I suppose I should also tell you right now I live in New York City and Eliza's father and I cohabitate but are not married. Living in New York poses apartment space challenges and living unmarried poses verbal label challenges. Should I call a 30+ year old man and the father of my darling child my "boyfriend." Should I refer to him as "Eliza's father" like he's some kind of platonic sperm donor. I'm still trying to figure this out so for your purposes and I suppose my own here, I will just call him C. Jennifer Egan did just fine referring to a character in her latest novel as "Z."

But that Siberian Tundra day was over two months ago and now my daughter and I have changed. I have to gloss over the first two months here to get you up to speed--my recovery from a c-section because Eliza was 8 pounds, 11 ounces and I'm only 5 feet tall, the first week where she cried all night every night, how upon the second night while feeding her I dubbed her "my little savage" because she's grunt and rub her head all over me like a wolf devouring a deer carcass, how I went to the bathroom one night with her attached to me (really not easy), how the visitors trickled in on a daily basis to ooh and aah, how the first real bath made me feel like an enforcer during the Spanish Inquisition, how the first smile felt like every light on the Empire State Building went on in our bedroom, oh and how just every day I stop to marvel over just how cool this little lady is.

So here we are, in the middle of Eliza's tenth week of life. It's her and me alone right now, as it often is and I wouldn't have it any other way. I gave up a job on a prominent New York TV show (take a guess, yes it's the one that every actor lists as having a credit on when you go see a theatrical play) to stay home with her. Sometimes it's dull, sometimes it's lonely, sometimes it's just plain loud and smelly but mostly, it's kind of mundane and kind of cool. Right now, at 9:39 NY time, she's asleep in her swing and I'm here typing like a maniac so I can finish this and stuff some oatmeal in my mouth before she wakes.

She's gorgeous, but I'm biased. She smiles a lot and it's like sunshine (cliche). She likes to poop a lot (you wondered how long it would be until I got to there, being a new mother and all. The great bands of the childless really don't want to hear about poop, I imagine). She likes her binky and it just fell on the floor, gotta take a break to get another one (yes new mom here, replaces floor binky with new binky).
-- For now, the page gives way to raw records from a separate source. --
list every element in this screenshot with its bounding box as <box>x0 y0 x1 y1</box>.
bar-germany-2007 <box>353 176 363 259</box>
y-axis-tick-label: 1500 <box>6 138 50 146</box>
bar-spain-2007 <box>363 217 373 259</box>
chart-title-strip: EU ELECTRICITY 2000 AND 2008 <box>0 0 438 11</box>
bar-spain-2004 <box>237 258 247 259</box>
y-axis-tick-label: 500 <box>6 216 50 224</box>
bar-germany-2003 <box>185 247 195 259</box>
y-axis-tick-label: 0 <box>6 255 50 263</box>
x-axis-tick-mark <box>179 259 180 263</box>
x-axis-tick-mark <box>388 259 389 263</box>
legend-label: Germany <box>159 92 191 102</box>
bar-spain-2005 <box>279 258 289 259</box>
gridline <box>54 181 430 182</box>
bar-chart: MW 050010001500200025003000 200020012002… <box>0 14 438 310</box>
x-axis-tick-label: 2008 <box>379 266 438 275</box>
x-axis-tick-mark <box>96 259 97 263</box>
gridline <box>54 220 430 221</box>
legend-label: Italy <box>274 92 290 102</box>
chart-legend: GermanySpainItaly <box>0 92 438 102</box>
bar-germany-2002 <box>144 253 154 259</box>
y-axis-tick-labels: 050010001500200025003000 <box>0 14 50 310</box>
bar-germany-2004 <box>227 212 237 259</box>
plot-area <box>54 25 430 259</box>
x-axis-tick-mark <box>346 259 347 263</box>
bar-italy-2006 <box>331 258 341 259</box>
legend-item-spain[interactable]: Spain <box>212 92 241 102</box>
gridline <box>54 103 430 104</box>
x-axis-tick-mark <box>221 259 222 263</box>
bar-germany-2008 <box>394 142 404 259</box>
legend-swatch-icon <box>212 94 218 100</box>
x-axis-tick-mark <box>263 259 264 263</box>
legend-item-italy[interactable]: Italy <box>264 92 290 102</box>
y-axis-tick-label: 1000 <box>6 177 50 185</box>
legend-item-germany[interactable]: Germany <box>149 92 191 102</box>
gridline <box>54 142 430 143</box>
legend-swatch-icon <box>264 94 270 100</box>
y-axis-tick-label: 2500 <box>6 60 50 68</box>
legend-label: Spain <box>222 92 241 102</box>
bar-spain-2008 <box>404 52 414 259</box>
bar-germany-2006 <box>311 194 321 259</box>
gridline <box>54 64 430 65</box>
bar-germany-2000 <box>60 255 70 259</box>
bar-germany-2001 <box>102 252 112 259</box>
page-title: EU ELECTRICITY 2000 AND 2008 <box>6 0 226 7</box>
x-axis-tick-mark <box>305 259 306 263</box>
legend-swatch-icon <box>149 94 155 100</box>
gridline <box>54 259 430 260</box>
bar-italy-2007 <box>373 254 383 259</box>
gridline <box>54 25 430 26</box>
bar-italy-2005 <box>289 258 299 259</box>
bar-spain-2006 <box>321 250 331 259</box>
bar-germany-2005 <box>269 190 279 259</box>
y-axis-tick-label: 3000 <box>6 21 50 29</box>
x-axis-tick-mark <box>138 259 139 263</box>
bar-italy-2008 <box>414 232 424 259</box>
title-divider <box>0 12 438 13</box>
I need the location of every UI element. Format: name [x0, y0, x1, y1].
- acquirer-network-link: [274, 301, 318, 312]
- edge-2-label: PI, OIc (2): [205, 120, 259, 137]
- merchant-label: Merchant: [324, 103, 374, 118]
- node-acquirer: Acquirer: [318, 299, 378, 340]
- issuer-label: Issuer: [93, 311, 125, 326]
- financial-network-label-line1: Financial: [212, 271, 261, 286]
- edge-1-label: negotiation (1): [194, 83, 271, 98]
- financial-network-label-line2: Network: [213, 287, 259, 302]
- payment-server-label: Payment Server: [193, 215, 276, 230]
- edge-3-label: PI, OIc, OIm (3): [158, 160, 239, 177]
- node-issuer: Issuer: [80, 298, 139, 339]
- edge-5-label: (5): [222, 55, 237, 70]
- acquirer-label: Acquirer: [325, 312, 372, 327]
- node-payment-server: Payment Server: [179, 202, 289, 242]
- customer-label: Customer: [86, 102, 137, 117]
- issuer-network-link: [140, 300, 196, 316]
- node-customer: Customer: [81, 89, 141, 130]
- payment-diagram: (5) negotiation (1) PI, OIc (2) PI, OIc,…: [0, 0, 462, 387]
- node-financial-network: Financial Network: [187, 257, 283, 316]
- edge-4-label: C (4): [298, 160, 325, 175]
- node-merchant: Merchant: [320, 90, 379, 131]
Okay so that's done, back to happy writing but it looks like she's up for now so I got to make it quick. After two months, she's no longer my "little savage." Like I said earlier, she used to feed with the snorting, grunting intensity of a wild animal, lusty and primal with life. Now she feeds sedately, more ladylike, the only noise really a series of quiet, girlish content-sounding sighs. In fact, Eliza used to snort so much we called her "Snorty." The snort seems to have fallen by the wayside as well and oh, how I already miss it.

But the smiles have replaced this beloved behaviors of old. The smiles and her seeming desire to talk to me. I swear it sounds like she says "hi" back when I say hi to her. She loves to press her feet against whatever she's lying against and push herself away like she's already trying to stand. At eleven pounds and 24 inches, she seems awfully strong for a 10 week old. She's already survived her first shots and her first cold. And she seems her happiest in the morning when she wakes up, so excited to embrace the new day, like she's aware of every new day and it's infinite possibilities.

But for now, I think you know more than enough. More tomorrow.